Emeco Group (EHL.AX)
I exited a couple of positions the past few days for various reasons. Today I sold my stake in Emeco Group because I think that my initial thesis is broken. I bought the company because I believed that the assets would be worth more than the current enterprise value of the business, and that the company would earn enough to manage their debt load.
Based on the latest trading update both now appear to be false. The company announced one week ago that it would close the Indonesian business segment and that they would incur a A$38.5 million impairment charge on their equipment. They have also relocated approximately A$10 million of their Indonesian fleet to Australia. Given the fact that their Indonesian fleet was just A$81 million at the end of this year this means that the impairment was approximately 54% of original book value. If you would apply the same discount to the remainder of their fleet it would completely wipe out equity.
So I think the margin of safety that I thought was there simply isn’t there. I also didn’t like that they had to refinance their debt at a high interest rate to get rid of some covenants. I originally thought they would be able to meet them by simply selling equipment.

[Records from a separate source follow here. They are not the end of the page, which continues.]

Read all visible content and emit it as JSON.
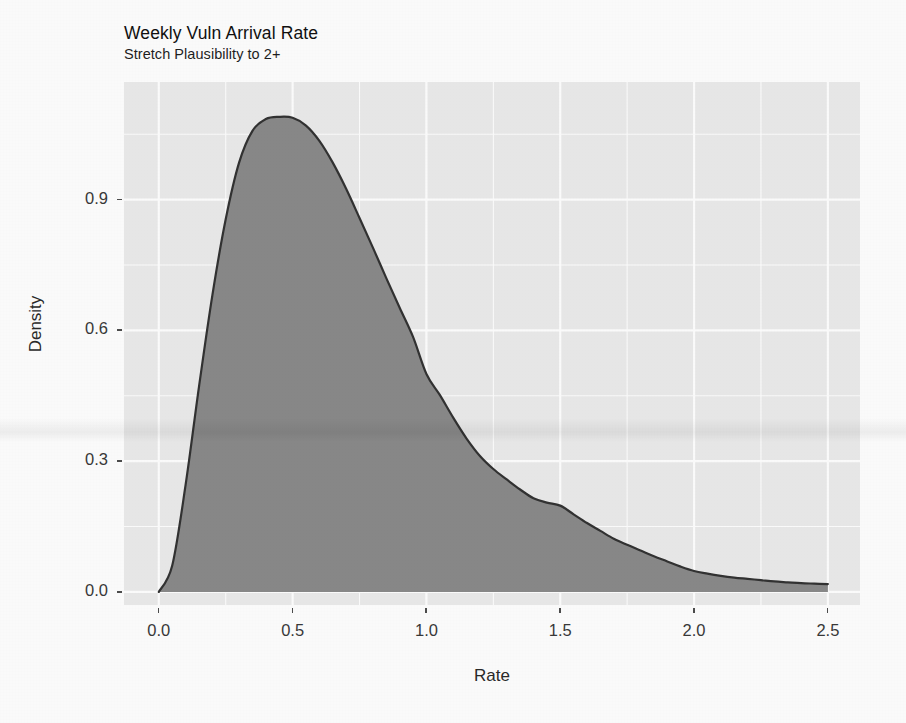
{
  "chart_data": {
    "type": "area",
    "title": "Weekly Vuln Arrival Rate",
    "subtitle": "Stretch Plausibility to 2+",
    "xlabel": "Rate",
    "ylabel": "Density",
    "xlim": [
      -0.13,
      2.62
    ],
    "ylim": [
      -0.03,
      1.17
    ],
    "xticks": [
      0.0,
      0.5,
      1.0,
      1.5,
      2.0,
      2.5
    ],
    "xticklabels": [
      "0.0",
      "0.5",
      "1.0",
      "1.5",
      "2.0",
      "2.5"
    ],
    "yticks": [
      0.0,
      0.3,
      0.6,
      0.9
    ],
    "yticklabels": [
      "0.0",
      "0.3",
      "0.6",
      "0.9"
    ],
    "grid": true,
    "legend": "none",
    "panel_background": "#ebebeb",
    "grid_color": "#ffffff",
    "fill_color": "#8a8a8a",
    "line_color": "#333333",
    "series": [
      {
        "name": "Density",
        "x": [
          0.0,
          0.05,
          0.1,
          0.15,
          0.2,
          0.25,
          0.3,
          0.35,
          0.4,
          0.45,
          0.5,
          0.55,
          0.6,
          0.65,
          0.7,
          0.75,
          0.8,
          0.85,
          0.9,
          0.95,
          1.0,
          1.05,
          1.1,
          1.15,
          1.2,
          1.25,
          1.3,
          1.35,
          1.4,
          1.45,
          1.5,
          1.55,
          1.6,
          1.65,
          1.7,
          1.75,
          1.8,
          1.85,
          1.9,
          1.95,
          2.0,
          2.05,
          2.1,
          2.15,
          2.2,
          2.25,
          2.3,
          2.35,
          2.4,
          2.45,
          2.5
        ],
        "y": [
          0.0,
          0.06,
          0.245,
          0.47,
          0.68,
          0.855,
          0.985,
          1.058,
          1.085,
          1.09,
          1.088,
          1.07,
          1.035,
          0.985,
          0.925,
          0.858,
          0.79,
          0.72,
          0.652,
          0.585,
          0.5,
          0.452,
          0.4,
          0.352,
          0.312,
          0.282,
          0.258,
          0.235,
          0.215,
          0.205,
          0.198,
          0.178,
          0.158,
          0.14,
          0.122,
          0.108,
          0.095,
          0.082,
          0.07,
          0.058,
          0.048,
          0.042,
          0.037,
          0.033,
          0.03,
          0.027,
          0.024,
          0.022,
          0.02,
          0.019,
          0.018
        ]
      }
    ],
    "annotations": {
      "peak_rate": 0.5,
      "peak_density": 1.09
    }
  },
  "axes": {
    "y_ticks": [
      {
        "label": "0.9",
        "value": 0.9
      },
      {
        "label": "0.6",
        "value": 0.6
      },
      {
        "label": "0.3",
        "value": 0.3
      },
      {
        "label": "0.0",
        "value": 0.0
      }
    ],
    "x_ticks": [
      {
        "label": "0.0",
        "value": 0.0
      },
      {
        "label": "0.5",
        "value": 0.5
      },
      {
        "label": "1.0",
        "value": 1.0
      },
      {
        "label": "1.5",
        "value": 1.5
      },
      {
        "label": "2.0",
        "value": 2.0
      },
      {
        "label": "2.5",
        "value": 2.5
      }
    ]
  }
}
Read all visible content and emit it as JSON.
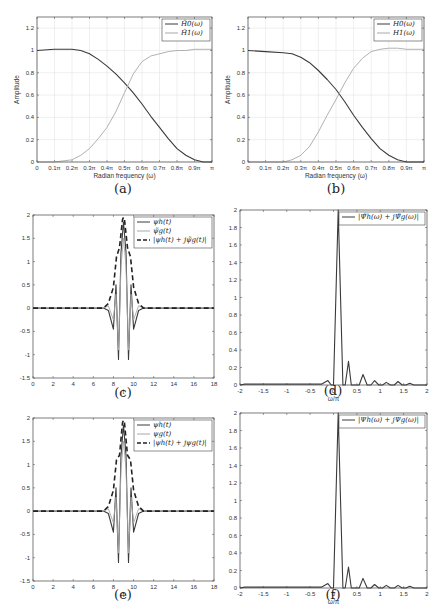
{
  "figure": {
    "captions": [
      "(a)",
      "(b)",
      "(c)",
      "(d)",
      "(e)",
      "(f)"
    ]
  },
  "colors": {
    "dark_line": "#3a3a3a",
    "light_line": "#a8a8a8",
    "grid": "#e4e4e4",
    "axis": "#444444"
  },
  "chart_data": [
    {
      "id": "a",
      "type": "line",
      "title": "",
      "xlabel": "Radian frequency (ω)",
      "ylabel": "Amplitude",
      "xlim": [
        0,
        1
      ],
      "ylim": [
        0,
        1.3
      ],
      "grid": true,
      "legend_position": "upper right",
      "xtick_labels": [
        "0",
        "0.1π",
        "0.2π",
        "0.3π",
        "0.4π",
        "0.5π",
        "0.6π",
        "0.7π",
        "0.8π",
        "0.9π",
        "π"
      ],
      "ytick_labels": [
        "0",
        "0.2",
        "0.4",
        "0.6",
        "0.8",
        "1",
        "1.2"
      ],
      "x": [
        0,
        0.1,
        0.2,
        0.25,
        0.3,
        0.35,
        0.4,
        0.45,
        0.5,
        0.55,
        0.6,
        0.65,
        0.7,
        0.75,
        0.8,
        0.85,
        0.9,
        0.95,
        1.0
      ],
      "series": [
        {
          "name": "H̃0(ω)",
          "style": "dark",
          "values": [
            1.0,
            1.01,
            1.01,
            1.0,
            0.97,
            0.92,
            0.86,
            0.79,
            0.71,
            0.62,
            0.52,
            0.41,
            0.31,
            0.21,
            0.12,
            0.06,
            0.02,
            0.0,
            0.0
          ]
        },
        {
          "name": "H̃1(ω)",
          "style": "light",
          "values": [
            0.0,
            0.0,
            0.02,
            0.06,
            0.12,
            0.21,
            0.31,
            0.45,
            0.62,
            0.79,
            0.9,
            0.95,
            0.97,
            0.99,
            1.0,
            1.0,
            1.01,
            1.01,
            1.01
          ]
        }
      ]
    },
    {
      "id": "b",
      "type": "line",
      "title": "",
      "xlabel": "Radian frequency (ω)",
      "ylabel": "Amplitude",
      "xlim": [
        0,
        1
      ],
      "ylim": [
        0,
        1.3
      ],
      "grid": true,
      "legend_position": "upper right",
      "xtick_labels": [
        "0",
        "0.1π",
        "0.2π",
        "0.3π",
        "0.4π",
        "0.5π",
        "0.6π",
        "0.7π",
        "0.8π",
        "0.9π",
        "π"
      ],
      "ytick_labels": [
        "0",
        "0.2",
        "0.4",
        "0.6",
        "0.8",
        "1",
        "1.2"
      ],
      "x": [
        0,
        0.1,
        0.2,
        0.25,
        0.3,
        0.35,
        0.4,
        0.45,
        0.5,
        0.55,
        0.6,
        0.65,
        0.7,
        0.75,
        0.8,
        0.85,
        0.9,
        0.95,
        1.0
      ],
      "series": [
        {
          "name": "H0(ω)",
          "style": "dark",
          "values": [
            1.0,
            0.99,
            0.98,
            0.97,
            0.94,
            0.89,
            0.82,
            0.74,
            0.65,
            0.54,
            0.42,
            0.31,
            0.21,
            0.12,
            0.06,
            0.02,
            0.0,
            0.0,
            0.0
          ]
        },
        {
          "name": "H1(ω)",
          "style": "light",
          "values": [
            0.0,
            0.0,
            0.0,
            0.02,
            0.06,
            0.14,
            0.27,
            0.42,
            0.56,
            0.71,
            0.84,
            0.93,
            0.99,
            1.01,
            1.02,
            1.02,
            1.01,
            1.01,
            1.01
          ]
        }
      ]
    },
    {
      "id": "c",
      "type": "line",
      "title": "",
      "xlabel": "t",
      "ylabel": "",
      "xlim": [
        0,
        18
      ],
      "ylim": [
        -1.5,
        2
      ],
      "grid": false,
      "legend_position": "upper right",
      "xtick_labels": [
        "0",
        "2",
        "4",
        "6",
        "8",
        "10",
        "12",
        "14",
        "16",
        "18"
      ],
      "ytick_labels": [
        "-1.5",
        "-1",
        "-0.5",
        "0",
        "0.5",
        "1",
        "1.5",
        "2"
      ],
      "series": [
        {
          "name": "ψh(t)",
          "style": "dark",
          "x": [
            0,
            7.0,
            7.5,
            8.0,
            8.25,
            8.5,
            8.75,
            9.0,
            9.25,
            9.5,
            9.75,
            10.0,
            10.5,
            11.0,
            18
          ],
          "values": [
            0,
            0,
            -0.05,
            -0.45,
            0.5,
            -1.1,
            1.2,
            1.85,
            1.2,
            -1.1,
            0.5,
            -0.45,
            -0.05,
            0,
            0
          ]
        },
        {
          "name": "ψ̃g(t)",
          "style": "light",
          "x": [
            0,
            7.0,
            7.5,
            8.0,
            8.25,
            8.5,
            8.75,
            9.0,
            9.25,
            9.5,
            9.75,
            10.0,
            10.5,
            11.0,
            18
          ],
          "values": [
            0,
            0,
            0.05,
            -0.25,
            0.3,
            -0.9,
            0.9,
            1.5,
            0.9,
            -0.9,
            0.3,
            -0.25,
            0.05,
            0,
            0
          ]
        },
        {
          "name": "|ψh(t) + jψ̃g(t)|",
          "style": "dashed",
          "x": [
            0,
            7.0,
            7.5,
            8.0,
            8.3,
            8.6,
            8.9,
            9.0,
            9.1,
            9.4,
            9.7,
            10.0,
            10.5,
            11.0,
            18
          ],
          "values": [
            0,
            0,
            0.1,
            0.45,
            1.1,
            1.3,
            1.9,
            1.95,
            1.9,
            1.3,
            1.1,
            0.45,
            0.1,
            0,
            0
          ]
        }
      ]
    },
    {
      "id": "d",
      "type": "line",
      "title": "",
      "xlabel": "ω/π",
      "ylabel": "",
      "xlim": [
        -2,
        2
      ],
      "ylim": [
        0,
        2
      ],
      "grid": false,
      "legend_position": "upper right",
      "xtick_labels": [
        "-2",
        "-1.5",
        "-1",
        "-0.5",
        "0",
        "0.5",
        "1",
        "1.5",
        "2"
      ],
      "ytick_labels": [
        "0",
        "0.2",
        "0.4",
        "0.6",
        "0.8",
        "1",
        "1.2",
        "1.4",
        "1.6",
        "1.8",
        "2"
      ],
      "series": [
        {
          "name": "|Ψ̃h(ω) + jΨ̃g(ω)|",
          "style": "dark",
          "x": [
            -2,
            -1.9,
            -1.6,
            -1.35,
            -0.9,
            -0.55,
            -0.25,
            -0.12,
            -0.05,
            0.0,
            0.1,
            0.2,
            0.25,
            0.32,
            0.38,
            0.45,
            0.55,
            0.63,
            0.72,
            0.8,
            0.88,
            0.97,
            1.05,
            1.13,
            1.22,
            1.3,
            1.38,
            1.47,
            1.55,
            1.63,
            1.72,
            2
          ],
          "values": [
            0,
            0.01,
            0.01,
            0.01,
            0.01,
            0.01,
            0.01,
            0.05,
            0.0,
            0.0,
            2.0,
            0.0,
            0.0,
            0.27,
            0.0,
            0.0,
            0.0,
            0.12,
            0.0,
            0.0,
            0.05,
            0.0,
            0.0,
            0.03,
            0.0,
            0.0,
            0.04,
            0.0,
            0.0,
            0.02,
            0.0,
            0.0
          ]
        }
      ]
    },
    {
      "id": "e",
      "type": "line",
      "title": "",
      "xlabel": "t",
      "ylabel": "",
      "xlim": [
        0,
        18
      ],
      "ylim": [
        -1.5,
        2
      ],
      "grid": false,
      "legend_position": "upper right",
      "xtick_labels": [
        "0",
        "2",
        "4",
        "6",
        "8",
        "10",
        "12",
        "14",
        "16",
        "18"
      ],
      "ytick_labels": [
        "-1.5",
        "-1",
        "-0.5",
        "0",
        "0.5",
        "1",
        "1.5",
        "2"
      ],
      "series": [
        {
          "name": "ψh(t)",
          "style": "dark",
          "x": [
            0,
            7.0,
            7.5,
            8.0,
            8.25,
            8.5,
            8.75,
            9.0,
            9.25,
            9.5,
            9.75,
            10.0,
            10.5,
            11.0,
            18
          ],
          "values": [
            0,
            0,
            -0.05,
            -0.45,
            0.5,
            -1.1,
            1.2,
            1.85,
            1.2,
            -1.1,
            0.5,
            -0.45,
            -0.05,
            0,
            0
          ]
        },
        {
          "name": "ψg(t)",
          "style": "light",
          "x": [
            0,
            7.0,
            7.5,
            8.0,
            8.25,
            8.5,
            8.75,
            9.0,
            9.25,
            9.5,
            9.75,
            10.0,
            10.5,
            11.0,
            18
          ],
          "values": [
            0,
            0,
            0.05,
            -0.25,
            0.3,
            -0.9,
            0.9,
            1.5,
            0.9,
            -0.9,
            0.3,
            -0.25,
            0.05,
            0,
            0
          ]
        },
        {
          "name": "|ψh(t) + jψg(t)|",
          "style": "dashed",
          "x": [
            0,
            7.0,
            7.5,
            8.0,
            8.3,
            8.6,
            8.9,
            9.0,
            9.1,
            9.4,
            9.7,
            10.0,
            10.5,
            11.0,
            18
          ],
          "values": [
            0,
            0,
            0.1,
            0.45,
            1.1,
            1.2,
            1.9,
            1.95,
            1.9,
            1.2,
            1.1,
            0.45,
            0.1,
            0,
            0
          ]
        }
      ]
    },
    {
      "id": "f",
      "type": "line",
      "title": "",
      "xlabel": "ω/π",
      "ylabel": "",
      "xlim": [
        -2,
        2
      ],
      "ylim": [
        0,
        2
      ],
      "grid": false,
      "legend_position": "upper right",
      "xtick_labels": [
        "-2",
        "-1.5",
        "-1",
        "-0.5",
        "0",
        "0.5",
        "1",
        "1.5",
        "2"
      ],
      "ytick_labels": [
        "0",
        "0.2",
        "0.4",
        "0.6",
        "0.8",
        "1",
        "1.2",
        "1.4",
        "1.6",
        "1.8",
        "2"
      ],
      "series": [
        {
          "name": "|Ψh(ω) + jΨg(ω)|",
          "style": "dark",
          "x": [
            -2,
            -1.9,
            -1.6,
            -1.35,
            -0.9,
            -0.55,
            -0.25,
            -0.12,
            -0.05,
            0.0,
            0.1,
            0.2,
            0.25,
            0.32,
            0.38,
            0.45,
            0.55,
            0.63,
            0.72,
            0.8,
            0.88,
            0.97,
            1.05,
            1.13,
            1.22,
            1.3,
            1.38,
            1.47,
            1.55,
            1.63,
            1.72,
            2
          ],
          "values": [
            0,
            0.01,
            0.01,
            0.01,
            0.01,
            0.01,
            0.01,
            0.05,
            0.0,
            0.0,
            2.0,
            0.0,
            0.0,
            0.24,
            0.0,
            0.0,
            0.0,
            0.11,
            0.0,
            0.0,
            0.04,
            0.0,
            0.0,
            0.03,
            0.0,
            0.0,
            0.03,
            0.0,
            0.0,
            0.02,
            0.0,
            0.0
          ]
        }
      ]
    }
  ]
}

Suntech Power Holdings (STPFQ)
I also exited my short in Suntech, and this is something I should have done a few months earlier because at the current low price of the stock the carrying costs of the position are a bit too much (despite the fact that I was synthetically short using a structured product instead of having to borrow shares). The short position returned 56.4% in a bit more than a year time, a result I’m happy with since the leverage of the position was less than one.
Prisa capital structure arbitrage (Class A/B shares)
When I wrote about the irrational pricing of the Class B shares compared to the Class A shares the B shares were cheaper than the A shares despite the fact that they were superior in almost every way. We are now nearing the automatic conversion of the Class B shares in the Class A shares, and I managed to exit most of my position at a fair premium. The automatic conversion will be at 1.33x A shares for every B shares, and there will be a 24.8% dividend on the B shares as well (payable in A shares).
Calculating the performance of a long/short trade isn’t easy, especially when you have traded a bit and when one leg is traded in euro’s and the other leg is traded in dollars. So the results below aren’t totally accurate. I have measured the gains and losses in the table below compared to the initial value of the short leg (the Class A shares):
Gross total return | 130.5% |
Borrow fees | -12.0% |
Trading costs | -3.1% |
Net return | 115.5% |
Return attributable to dividend payments | 14.3% |
Return attributable to premium increase | 55.6% |
Return attributable to residual long exposure | 33.0% |
Return attributable to trading profits | 12.5% |
I think this might be one of my best trades ever. That the outcome would be this favorable was certainly not a given: if Prisa would have entered bankruptcy I would probably have made just a little, or lost a little. But being able to double your money without significant market exposure is obviously pretty awesome :).
Disclosure
Still long some Prisa Class B shares, and short a few Prisa Class A shares. No position in STPFQ or EHL.AX anymore.